▶ _YOUR TASK_
Retype exactly what appears below from the line containing "Identify the location of Blum argued." down to the line containing "pyautogui.click(x=<x>, y=<y>)", keeping both end lines. Do not include pictures.

[Collected data entries]
Segment Open

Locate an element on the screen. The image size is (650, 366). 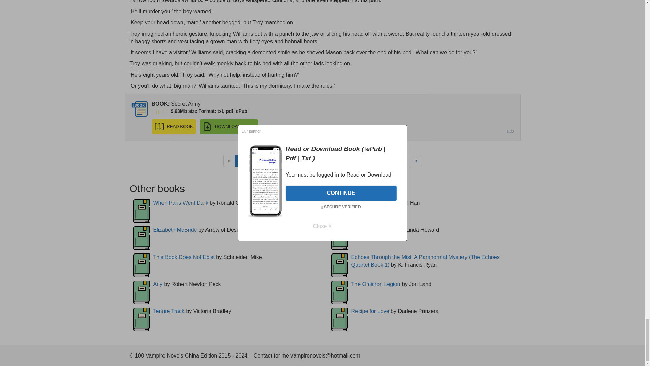
DOWNLOAD BOOK is located at coordinates (229, 127).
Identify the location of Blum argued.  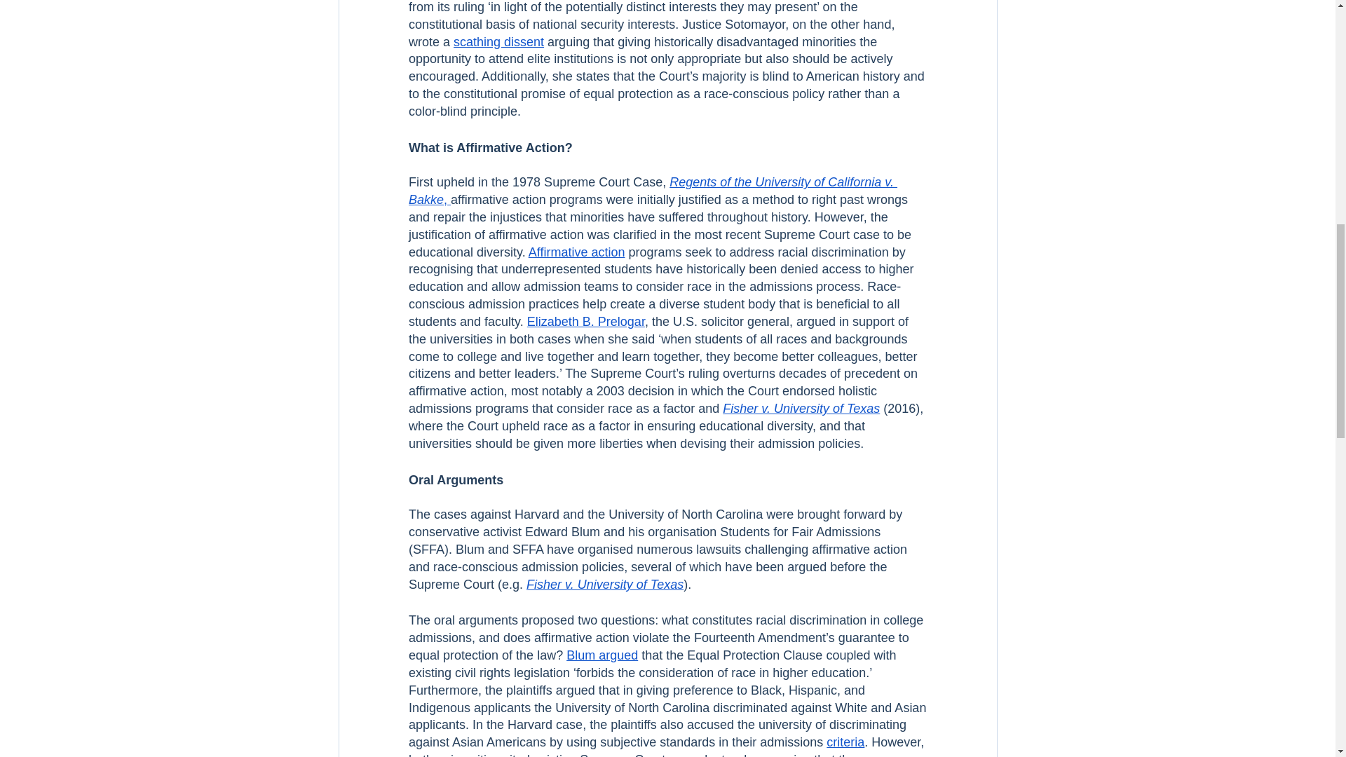
(602, 655).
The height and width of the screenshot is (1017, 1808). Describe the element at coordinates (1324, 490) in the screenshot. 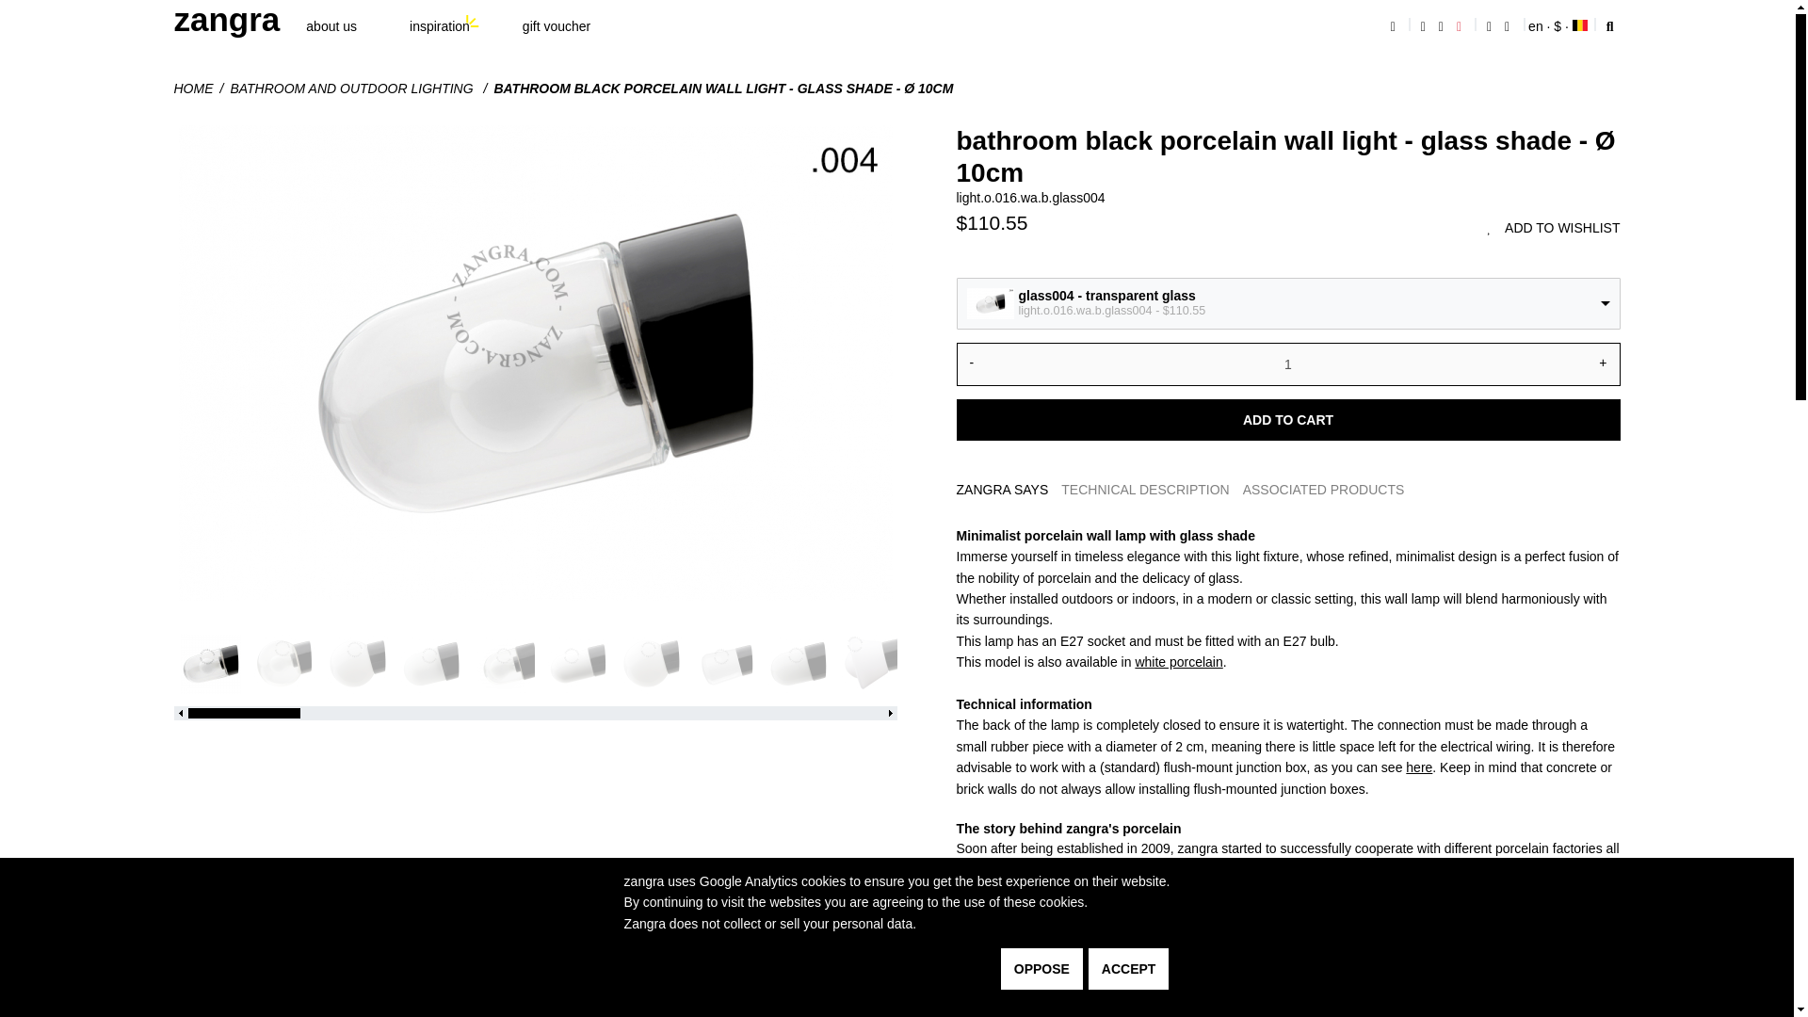

I see `ASSOCIATED PRODUCTS` at that location.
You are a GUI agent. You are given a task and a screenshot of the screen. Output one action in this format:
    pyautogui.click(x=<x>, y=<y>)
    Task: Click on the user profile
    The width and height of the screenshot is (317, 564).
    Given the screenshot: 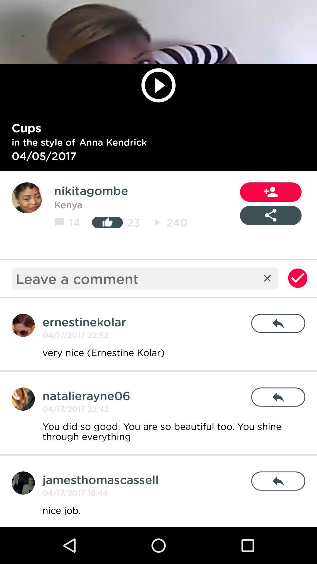 What is the action you would take?
    pyautogui.click(x=27, y=198)
    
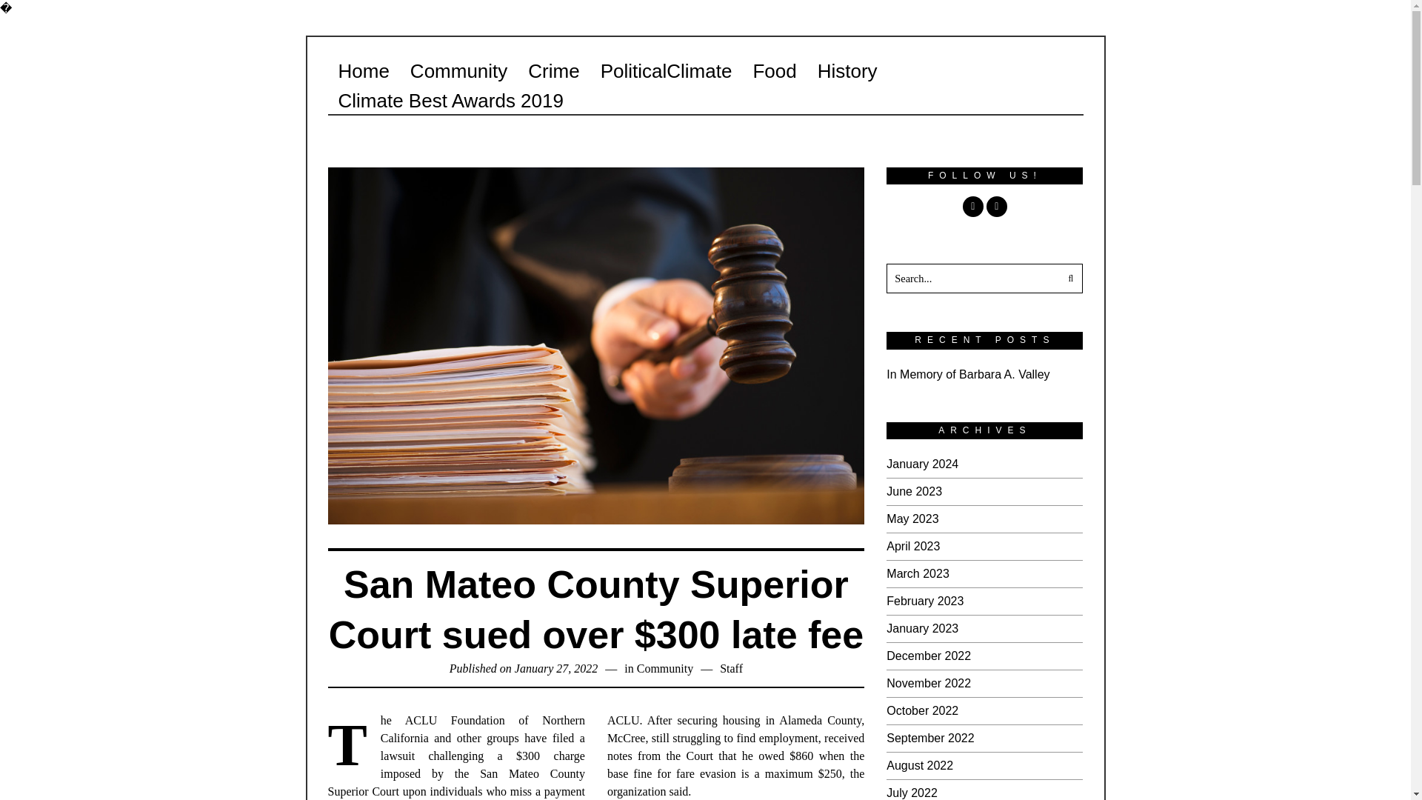 This screenshot has width=1422, height=800. Describe the element at coordinates (450, 100) in the screenshot. I see `Climate Best Awards 2019` at that location.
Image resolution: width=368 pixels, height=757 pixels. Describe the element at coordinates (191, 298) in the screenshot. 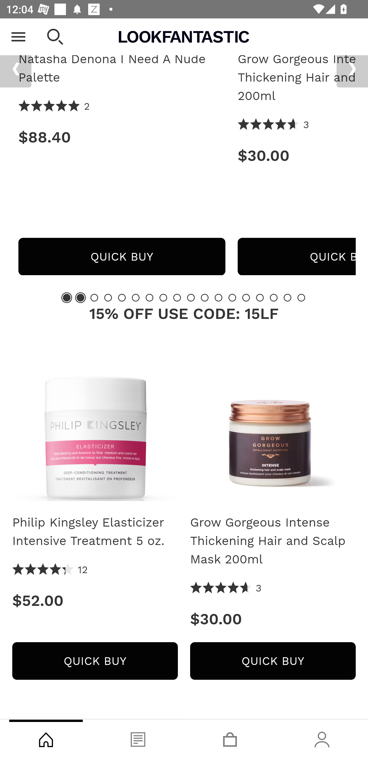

Segment Closed

▶ _YOUR SOLUTION_
Identify the location of Blum argued.  
(602, 655).
The height and width of the screenshot is (1017, 1808). Describe the element at coordinates (1324, 490) in the screenshot. 

I see `ASSOCIATED PRODUCTS` at that location.
You are a GUI agent. You are given a task and a screenshot of the screen. Output one action in this format:
    pyautogui.click(x=<x>, y=<y>)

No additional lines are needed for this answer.